Modern physics describes nature with the Standard Model, and the maths behind it works beautifully, but only if the force-carrying particles start out with no mass. The trouble is that some of them, the W and Z particles that carry the weak force, are actually very heavy. Something has to give them mass without wrecking the equations.

The answer is the Higgs mechanism. Picture a field that, unlike most, does not settle to zero in empty space. Instead it switches on to a fixed nonzero value everywhere, a value it took on very early in the universe's history. Particles moving through this switched-on field interact with it, and that interaction is what we measure as mass. A particle that couples strongly is heavy; one that couples weakly is light; one that does not couple at all, like the photon, stays exactly massless.

The Higgs boson is the field's own particle, its quantised ripple. Finding it was the proof that the field is really there. At the LHC it turned up with a mass of about \(125\ \text{GeV}\), announced in July 2012. Peter Higgs and François Englert shared the 2013 Nobel Prize for the idea, first written down back in 1964.

One common misreading is worth clearing up. The Higgs gives mass to the fundamental particles, the electrons and quarks. But most of your body's mass is not that. It is the binding energy locked up inside protons and neutrons, the energy of the quarks and gluons whirling around inside them. By \(E = mc^2\) that energy shows up as mass. So the Higgs explains why an electron weighs what it does, not why you do.

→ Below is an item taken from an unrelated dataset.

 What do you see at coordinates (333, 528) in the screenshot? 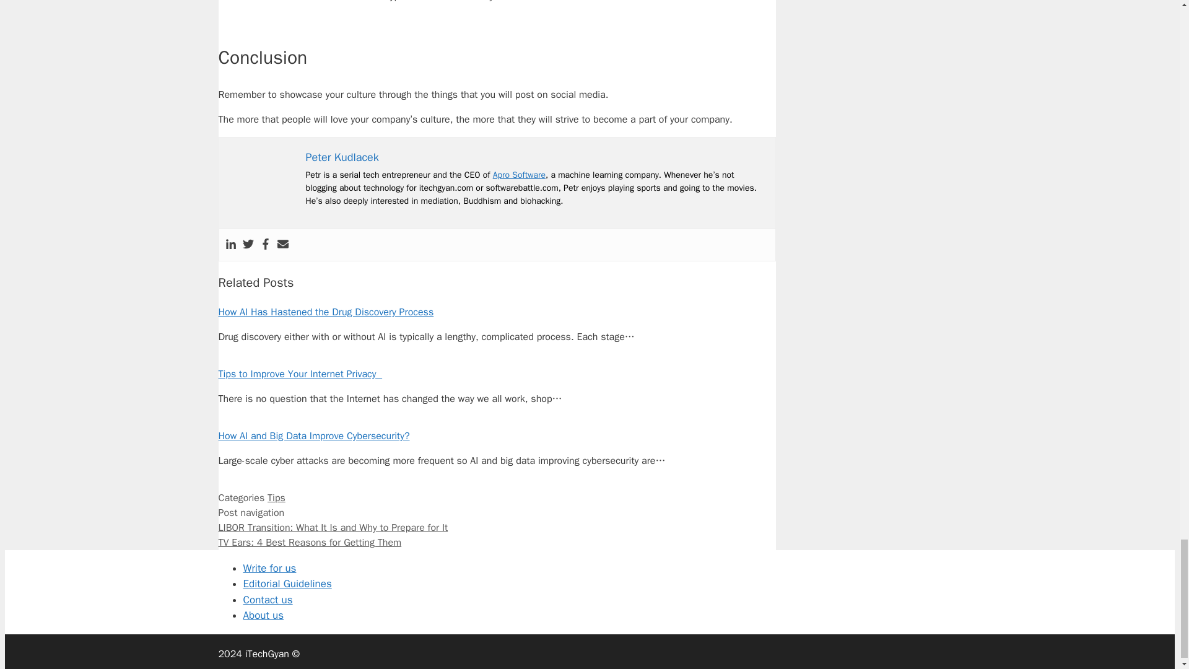
I see `LIBOR Transition: What It Is and Why to Prepare for It` at bounding box center [333, 528].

Spontaneous symmetry breaking. The Higgs field has a potential shaped like the bottom of a wine bottle, often called the Mexican hat: a bump at the centre and a circular trough around it. The symmetric point at the top is unstable, so the field rolls down and settles somewhere in the trough, picking out one direction. The equations stay symmetric, but the ground state does not. This is spontaneous symmetry breaking. The field acquires a vacuum expectation value of about \(246\ \text{GeV}\), and every particle's coupling to that nonzero background sets its mass.

Where the masses come from. Breaking the electroweak symmetry would normally produce massless Goldstone bosons, one for each broken direction. Here they are not free particles. They are eaten: they become the longitudinal polarisation states that a massive vector boson needs but a massless one lacks, and so the \(W^\pm\) and \(Z\) acquire mass while the photon, tied to the one unbroken symmetry, stays massless. Fermion masses come separately, through Yukawa couplings \(y_f\), giving \(m_f = y_f v / \sqrt{2}\). The heavier the fermion, the larger its coupling to the Higgs, which is why the top quark couples most strongly of all.

Why it took the LHC. The boson itself is spin-0, electrically neutral, and short-lived. It decays through several channels, and the ones used to find it were the clean but rare \(H \to \gamma\gamma\) and \(H \to ZZ^* \to 4\ell\), alongside \(WW\) and the dominant \(b\bar b\). Picking those out of an enormous background needed both the collision energy to make the particle and the luminosity to make enough of them for a statistically firm bump at \(125\ \text{GeV}\).

What is still open. A scalar at that mass raises the hierarchy or naturalness problem: quantum corrections should drag its mass up toward much higher scales unless something delicate cancels them, and we do not yet know what. We also do not know whether the Higgs is truly elementary or composite, and its measured value sits near the boundary where the vacuum may be only metastable. And to be careful about the earlier caution: the Higgs sets the fundamental masses, while most everyday mass is QCD binding energy inside nucleons. The Higgs sits at the heart of the Standard Model of quantum fields, and pinning down its exact behaviour is a large part of what the LHC does next.

Related: Quantum Mechanics · next: Heisenberg's Uncertainty Principle · or go back to all topics.